A New York-based former employee of TD Bank, N.A. was sentenced today to 46 months in prison for facilitating a money laundering network’s movement of millions of dollars through TD Bank accounts. A second New York-based former employee of TD Bank, N.A. and another financial institution was sentenced yesterday to 24 months in prison for conspiring to commit wire fraud affecting a financial institution and making false bank entries or reports as a bank employee.
According to court documents, Wilfredo Aquino, 47, of Manhattan, New York, leveraged his position as a TD Bank assistant store manager to facilitate a money laundering network’s movement of hundreds of millions of dollars through TD Bank accounts from 2019 to February 2021. During that time, the leader of the network, Da Ying Sze, also known as David, and his co-conspirators moved approximately $474 million through TD Bank accounts by depositing cash at TD Bank stores in New York, New Jersey, and elsewhere. In February 2022, David pleaded guilty to coordinating a $653 million money laundering conspiracy, operating an unlicensed money transmitting business, and bribing bank employees in connection with financial transactions.
During David’s money laundering scheme, Aquino processed approximately 1,680 official bank checks at TD Bank for David and his co-conspirators, totaling more than approximately $92 million. Nearly all of these bank checks were funded with a corresponding cash deposit exceeding $10,000, which triggered TD Bank’s legal requirement to file a currency transaction report (CTR). Although Aquino knew that David was conducting these cash deposits, Aquino never identified David as the “conductor” on the CTR. Aquino also knew that TD Bank had closed other accounts linked to David for suspicious activity; one colleague even warned Aquino that David’s activity “looks like money laundering.” In February 2021, Aquino facilitated three of David’s money laundering transactions, totaling almost $2 million in cash, in a third party’s account. He failed to report David as the conductor of the transactions, thus concealing David’s role in the money laundering scheme.
Aquino accepted numerous retail gift cards from David totaling over $11,000 in return for his facilitation of this scheme, including for the three transactions in February 2021.
In January 2026, Aquino pleaded guilty to conspiring to launder monetary instruments.
According to court documents, from January 2021 through May 2021, Edward Low, also known as “a Mang Wah Low” and “Eddie Low,” 31, of Flushing, New York, accepted bribes and leveraged his position as a TD Bank, N.A. retail employee to fraudulently obtain confidential customer information that he passed to outside co-conspirators, who used it to take over accounts and steal money from customers. Low also processed some of their illicit transactions. In total, Low received at least $26,700 in bribes and facilitated $484,572.16 in fraud at TD Bank.
Then, from May 2022 through August 2022, while employed at another financial institution, Low accepted a bribe to falsify bank records to open an account in the name of a shell company. Low’s co-conspirators then used that account to commit at least $47,195 of fraud.
In February 2026, Low pleaded guilty to conspiring to commit wire fraud affecting a financial institution and making false bank entries or reports as a bank employee.
Assistant Attorney General A. Tysen Duva of the Justice Department’s Criminal Division; U.S. Attorney Robert Frazer for the District of New Jersey; Special Agent in Charge Jenifer L. Piovesan of IRS Criminal Investigation (IRS-CI) Newark Field Office; and Special Agent in Charge Patricia Tarasca of the Federal Deposit Insurance Corporation Office of Inspector General (FDIC OIG) New York Region made the announcement.
The IRS-CI Newark Field Office and the FDIC OIG New York Region investigated the cases. The Department also thanks the Morristown Police Department for its assistance with the investigation.
Trial Attorneys D. Zachary Adams and Chelsea R. Rooney of the Criminal Division’s Money Laundering, Narcotics and Forfeiture Section and Assistant U.S. Attorney Mark J. Pesce, Deputy Chief of the Criminal Division for the District of New Jersey, prosecuted the case.
The Money Laundering, Narcotics and Forfeiture Section’s (MNF) mission is to take the profit out of crime, eliminate drug cartels, and protect the U.S. financial system. MNF pursues criminal prosecutions and criminal and civil asset recovery actions involving: financial facilitators who launder profits for criminals; financial institutions and their officers and employees whose actions threaten the U.S. financial system and financial institutions; international money launderers who support transnational organized crime; and the top command and control of international drug trafficking organizations.
MNF’s Bank Integrity Unit investigates and prosecutes banks and other financial institutions, including their officers, managers and employees whose actions threaten the integrity of the individual institution or the wider financial system.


- Your assignment
A line qualifies if it holds the string "bottom". Copy every qualifying line from the records.

- Excerpted records
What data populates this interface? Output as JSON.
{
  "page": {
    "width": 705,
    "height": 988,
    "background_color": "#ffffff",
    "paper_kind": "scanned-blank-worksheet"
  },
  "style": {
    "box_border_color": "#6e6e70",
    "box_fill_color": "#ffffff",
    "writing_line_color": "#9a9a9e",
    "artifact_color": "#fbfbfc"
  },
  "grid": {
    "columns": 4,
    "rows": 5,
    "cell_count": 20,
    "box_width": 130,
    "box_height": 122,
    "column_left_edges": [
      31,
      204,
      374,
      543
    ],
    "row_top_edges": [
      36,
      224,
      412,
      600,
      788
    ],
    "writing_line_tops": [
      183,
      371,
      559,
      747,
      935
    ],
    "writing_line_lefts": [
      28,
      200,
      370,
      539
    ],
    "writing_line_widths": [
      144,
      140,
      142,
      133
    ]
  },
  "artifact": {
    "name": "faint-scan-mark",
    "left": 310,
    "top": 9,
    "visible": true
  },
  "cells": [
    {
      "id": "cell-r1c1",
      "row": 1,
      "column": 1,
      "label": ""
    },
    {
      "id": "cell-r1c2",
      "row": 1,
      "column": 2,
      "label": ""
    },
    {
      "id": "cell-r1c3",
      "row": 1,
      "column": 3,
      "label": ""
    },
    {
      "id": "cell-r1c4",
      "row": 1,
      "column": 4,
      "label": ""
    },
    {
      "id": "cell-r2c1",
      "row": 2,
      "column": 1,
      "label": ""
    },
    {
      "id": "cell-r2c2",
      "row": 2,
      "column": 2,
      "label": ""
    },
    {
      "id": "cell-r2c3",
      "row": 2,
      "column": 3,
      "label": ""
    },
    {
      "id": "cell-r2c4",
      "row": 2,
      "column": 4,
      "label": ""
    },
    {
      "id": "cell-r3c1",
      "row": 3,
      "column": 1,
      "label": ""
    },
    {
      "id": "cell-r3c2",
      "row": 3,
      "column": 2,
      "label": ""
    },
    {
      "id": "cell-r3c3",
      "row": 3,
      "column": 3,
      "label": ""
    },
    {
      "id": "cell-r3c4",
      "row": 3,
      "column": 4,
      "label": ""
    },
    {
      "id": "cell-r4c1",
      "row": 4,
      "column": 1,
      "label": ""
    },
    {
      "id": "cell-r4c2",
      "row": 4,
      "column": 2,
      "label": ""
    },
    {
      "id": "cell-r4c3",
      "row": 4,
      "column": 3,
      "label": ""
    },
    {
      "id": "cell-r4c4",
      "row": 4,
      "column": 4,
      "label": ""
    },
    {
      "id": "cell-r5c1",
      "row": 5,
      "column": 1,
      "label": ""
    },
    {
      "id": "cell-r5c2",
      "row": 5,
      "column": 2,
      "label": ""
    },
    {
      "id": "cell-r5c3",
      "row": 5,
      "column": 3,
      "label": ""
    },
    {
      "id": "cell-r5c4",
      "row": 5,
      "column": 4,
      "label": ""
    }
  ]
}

---

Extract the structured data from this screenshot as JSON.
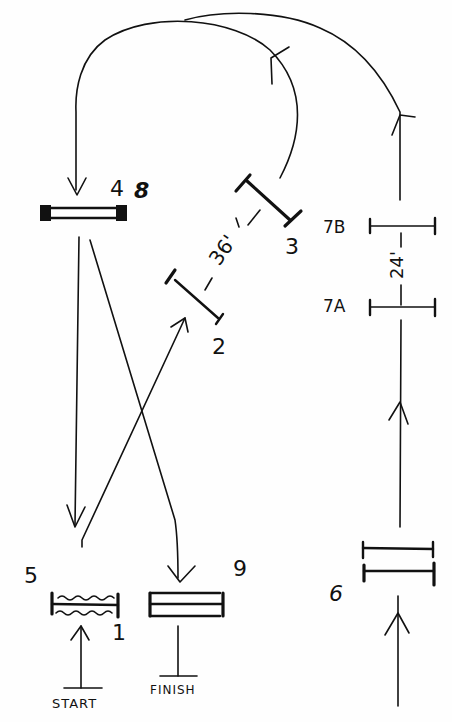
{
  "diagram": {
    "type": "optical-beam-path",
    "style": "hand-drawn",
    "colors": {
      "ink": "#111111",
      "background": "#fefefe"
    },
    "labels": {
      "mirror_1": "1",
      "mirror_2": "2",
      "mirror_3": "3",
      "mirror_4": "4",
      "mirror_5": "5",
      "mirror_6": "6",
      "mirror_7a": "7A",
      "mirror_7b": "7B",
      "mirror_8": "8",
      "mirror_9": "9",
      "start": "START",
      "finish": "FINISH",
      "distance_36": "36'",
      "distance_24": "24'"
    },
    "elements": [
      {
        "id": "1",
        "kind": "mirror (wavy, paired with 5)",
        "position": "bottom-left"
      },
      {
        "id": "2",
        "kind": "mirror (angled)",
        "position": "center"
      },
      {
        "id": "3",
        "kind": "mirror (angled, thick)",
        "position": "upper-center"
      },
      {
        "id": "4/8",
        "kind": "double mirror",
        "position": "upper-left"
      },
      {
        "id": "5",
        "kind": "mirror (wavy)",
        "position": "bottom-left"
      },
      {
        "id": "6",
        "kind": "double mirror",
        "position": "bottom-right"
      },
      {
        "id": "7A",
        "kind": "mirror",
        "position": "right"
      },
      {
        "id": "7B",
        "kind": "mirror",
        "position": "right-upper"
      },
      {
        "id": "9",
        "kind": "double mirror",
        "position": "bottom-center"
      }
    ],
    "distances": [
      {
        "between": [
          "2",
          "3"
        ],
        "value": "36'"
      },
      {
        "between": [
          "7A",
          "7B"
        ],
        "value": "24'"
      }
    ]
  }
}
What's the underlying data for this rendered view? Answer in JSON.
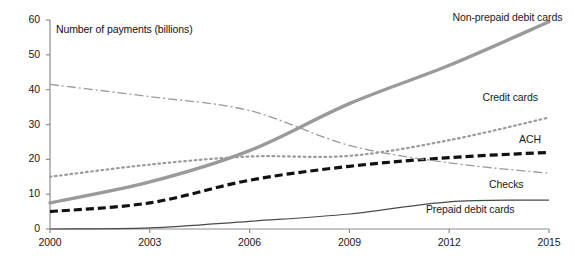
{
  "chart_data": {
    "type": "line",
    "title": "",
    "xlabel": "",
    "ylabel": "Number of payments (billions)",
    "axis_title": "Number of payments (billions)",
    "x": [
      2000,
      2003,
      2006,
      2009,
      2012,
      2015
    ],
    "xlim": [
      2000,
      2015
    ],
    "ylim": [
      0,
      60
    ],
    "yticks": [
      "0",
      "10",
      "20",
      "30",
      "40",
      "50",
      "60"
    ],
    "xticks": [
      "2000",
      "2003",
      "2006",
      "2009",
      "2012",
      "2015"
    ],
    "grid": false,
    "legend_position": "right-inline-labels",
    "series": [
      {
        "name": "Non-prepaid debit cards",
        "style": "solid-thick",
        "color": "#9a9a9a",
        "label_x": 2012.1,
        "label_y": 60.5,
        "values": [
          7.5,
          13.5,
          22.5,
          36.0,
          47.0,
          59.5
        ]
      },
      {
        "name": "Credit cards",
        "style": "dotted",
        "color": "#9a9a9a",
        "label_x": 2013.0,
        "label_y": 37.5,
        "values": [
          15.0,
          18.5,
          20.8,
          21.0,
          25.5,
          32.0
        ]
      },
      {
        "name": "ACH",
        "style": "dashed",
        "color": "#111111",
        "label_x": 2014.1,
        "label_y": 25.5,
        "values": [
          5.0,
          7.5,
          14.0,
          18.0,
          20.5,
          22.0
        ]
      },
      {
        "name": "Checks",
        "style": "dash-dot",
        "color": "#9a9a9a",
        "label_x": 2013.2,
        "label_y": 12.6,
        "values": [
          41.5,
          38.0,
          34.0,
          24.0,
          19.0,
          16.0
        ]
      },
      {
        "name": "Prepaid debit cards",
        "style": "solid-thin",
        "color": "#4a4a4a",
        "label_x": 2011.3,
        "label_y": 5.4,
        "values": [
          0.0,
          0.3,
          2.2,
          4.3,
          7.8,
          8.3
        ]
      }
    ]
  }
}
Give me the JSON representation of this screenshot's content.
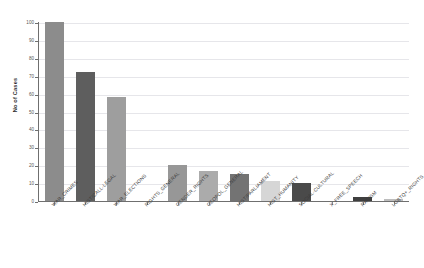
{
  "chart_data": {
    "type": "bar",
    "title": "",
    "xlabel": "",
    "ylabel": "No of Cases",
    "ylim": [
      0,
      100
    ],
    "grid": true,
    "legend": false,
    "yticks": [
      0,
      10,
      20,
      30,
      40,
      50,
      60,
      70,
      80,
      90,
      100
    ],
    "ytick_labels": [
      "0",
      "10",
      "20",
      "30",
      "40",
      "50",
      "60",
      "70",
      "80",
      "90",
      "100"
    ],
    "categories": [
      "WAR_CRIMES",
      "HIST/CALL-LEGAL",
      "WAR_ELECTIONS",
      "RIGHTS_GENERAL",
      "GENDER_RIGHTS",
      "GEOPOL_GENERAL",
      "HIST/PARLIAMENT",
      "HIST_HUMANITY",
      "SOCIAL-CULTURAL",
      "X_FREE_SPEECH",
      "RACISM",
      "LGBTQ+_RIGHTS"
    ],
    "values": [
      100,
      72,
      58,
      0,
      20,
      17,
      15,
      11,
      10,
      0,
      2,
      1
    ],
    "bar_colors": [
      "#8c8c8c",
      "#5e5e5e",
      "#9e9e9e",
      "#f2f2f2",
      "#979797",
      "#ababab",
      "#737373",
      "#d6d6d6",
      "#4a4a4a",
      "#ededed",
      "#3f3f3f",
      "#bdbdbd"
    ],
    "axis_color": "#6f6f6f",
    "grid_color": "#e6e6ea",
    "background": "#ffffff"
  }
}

- Result of this exercise
        "position": "bottom-left"
        "position": "bottom-left"
        "position": "bottom-right"
        "position": "bottom-center"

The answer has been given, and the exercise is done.